In the report to investors reviewed by D&IW, Spelman underlines Cardinal's strong position in 90% of American hospitals, with technologies for electronic infection surveillance, automated dispensing systems, IV pumps, respiratory care products and patient identification systems that will be greatly enhanced with the licensed technology for bi-directional and low-power signaling that sends Health Language Seven-compliant (HL7) data to smart phones, laptop computers or wall-mounted detectors.

Toumaz developed advanced clinical data reporting for HL7 from the Sensium chip in a two-year partnership with Oracle (Redwood Shores, California) using a "lite database" program.

"Cardinal has the resources to develop and market end-to-end solutions utilizing our AMx technology that will enable Toumaz to achieve commercial success with minimum investment on our part," Spelman said in his report to investors.

The deal with Cardinal Health is focused on clinical product development where Toumaz expects to benefit "from Cardinal Health's extensive engineering and systems knowledge."

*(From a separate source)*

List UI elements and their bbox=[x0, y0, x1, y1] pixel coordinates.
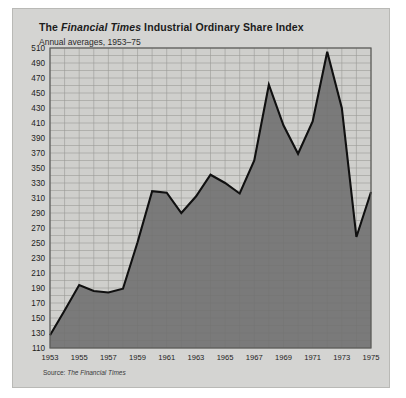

Meanwhile the new agreement with TI is described as being a pure sales and manufacturing deal.

TI is "looking to push new retail products into healthcare," Spelman told D&IW.

Currently known as a provider of chips, transistors and silicon-based components for medical devices, Spelman said TI is "making a move aggressively into the healthcare sector," using the unique features of the AMx platform.

While the technology from Nanoscience creates a competitive edge for TI as it seeks to parlay its success in retail consumer electronics to break into a developing retail market for personal health devices, for its part Spelman told investors Nanoscience expects to exploit "TI's design, process, and manufacturing capabilities, as well as an opportunity to use TI's sales channel and have access to its established customer base."

"This development is particularly exciting as it will fast track the commercial opportunities available to Toumaz, again with minimal investment from Nanoscience," he said in his report.

"Indeed the investment Texas Instruments themselves are making demonstrates their commitment to both our technology and the commercial opportunity going forward," he wrote.

"The market for healthcare is maturing fast, and our technologies are in phase with the digital revolution," Spelman said, calling the AMx technology "disruptive, delivering to the healthcare market for the first time unobtrusiveness, simplicity and low cost in a set of body-worn intelligent wireless sensors with the potential to revolutionize healthcare for millions of people."